Predictive Failure Analysis (PFA)
The Windows Hardware Error Architecture (WHEA) supports Predictive Failure Analysis (PFA) for ECC memory. By using PFA, WHEA can monitor one or more ECC memory pages that have encountered previous errors. If the number of errors exceeds a threshold for the same page within a configurable time interval, WHEA attempts to take the memory page offline.
Computer systems, especially server systems, are typically equipped with Error Correction Code (ECC) memory that can automatically correct certain types of memory errors. In systems that have ECC memory, information about the corrected errors and their frequency is available to the operating system and can be used to predict impending failures, including uncorrectable failures that can be catastrophic and lead to unplanned downtime.

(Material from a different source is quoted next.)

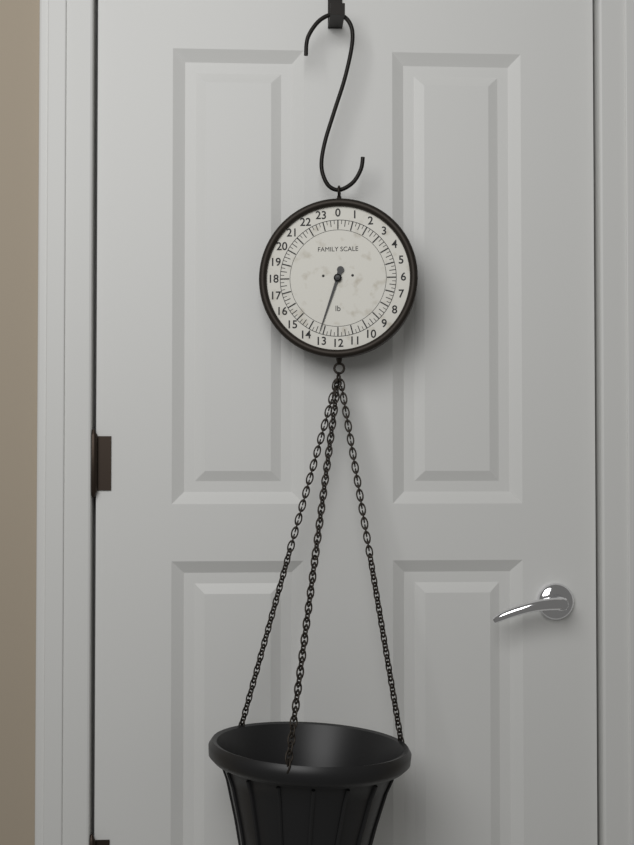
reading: 13.25 lb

You can configure the PFA error threshold, time interval, and other parameters for WHEA by using registry settings. For more information about how to do this, see WHEA Policy Settings.
For an overview of how WHEA performs PFA, see PFA Performed by WHEA.
A platform-specific hardware error driver (PSHED) plug-in driver can also perform PFA on ECC memory. In this way, the plug-in (not WHEA) must monitor ECC memory pages. For more information about how PSHED plug-ins perform PFA, see PFA Performed by a PSHED Plug-In.
When PFA predicts an ECC memory page will fail, it saves (or persists) the results in the Boot Configuration Data (BCD) system store. For more information about this process, see Persistence of PFA Results.
WHEA supports PFA on Windows 7 and later versions of Windows.